Celebrating the 15th anniversary of the Department of Gender Studies and the 20th anniversary of CEU

 The Department of Gender Studies proudly presents the lecture series

 Voicing Genders, Engendering Voices

   “New Perspectives on Global Women’s Organizing during World War II”

A public lecture by

 Francisca de Haan

Professor, Department of Gender Studies

November 29, 2011, 6:00 pm, Auditorium

Regarding the Second World War, women’s historians focus on women as victims and perpetrators, their contribution to the war industry, military actions and the resistance, and/or on the question of whether and how this war has contributed to women’s emancipation.

World War II, however, has not been integrated in the historiography of trans/international women’s movements in the twentieth century, but is rather treated as a black hole in this research field: scholars either deal with the interwar period or with the post-war period, or they jump from 1939/1940 to 1945 and skip the period of the war itself.

Based on my ongoing research about the three main international women’s organizations of the post-1945 era (the International Council of Women, the International Alliance of Women, and the Women’s International Democratic Federation), I will argue that, rather than a “black hole,” the World War II era was a period of continuity in women’s transnational organizing, of unexpected and later unthinkable bedfellows, as well as a time of crucial new initiatives, some of which with an impact until today.  

Francisca de Haan is Professor of Gender Studies and a former Vice-President of the International Federation for Research in Women’s History.

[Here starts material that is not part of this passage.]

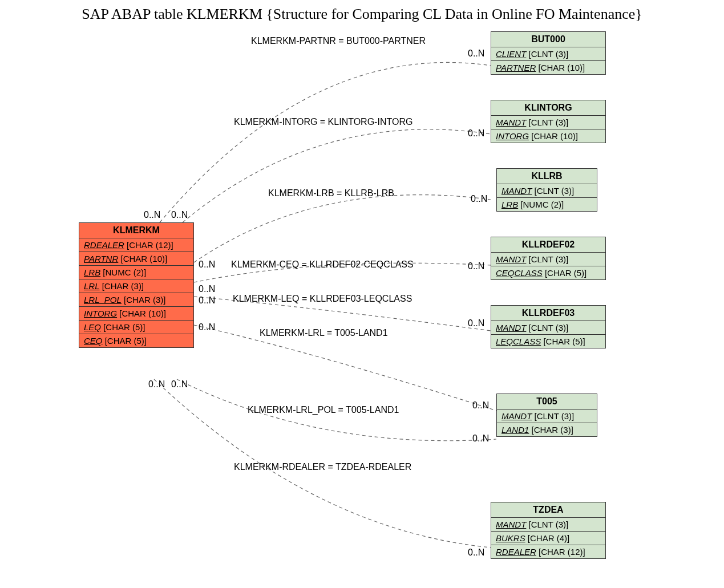 This screenshot has height=588, width=724. What do you see at coordinates (136, 327) in the screenshot?
I see `field-row: LEQ [CHAR (5)]` at bounding box center [136, 327].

She published three monographs (in Dutch and English) and co-edited ten books (in Dutch and English). Her main fields of interest are modern European Women’s and Gender History, transnational women’s organizations, and varieties of women’s activism from a global perspective. She is founding editor of Aspasia: The International Yearbook of Central, Eastern, and Southeastern European Women's and Gender History.

The Voicing Genders, Engendering Voices lecture series is a joint celebration of the Department’s 15th anniversary and the 20th anniversary of CEU. The lecture series shares our diverse faculty’s most recent research with the wider academic community and showcases the multiple and interdisciplinary ways in which our field contributes to the themes of CEU’s university-wide celebrations: disciplinary self-reflexivity and academia’s social responsibility. Thus our lecture series is intended to contribute to the larger intellectual debates initiated in celebration of CEU’s 20th anniversary.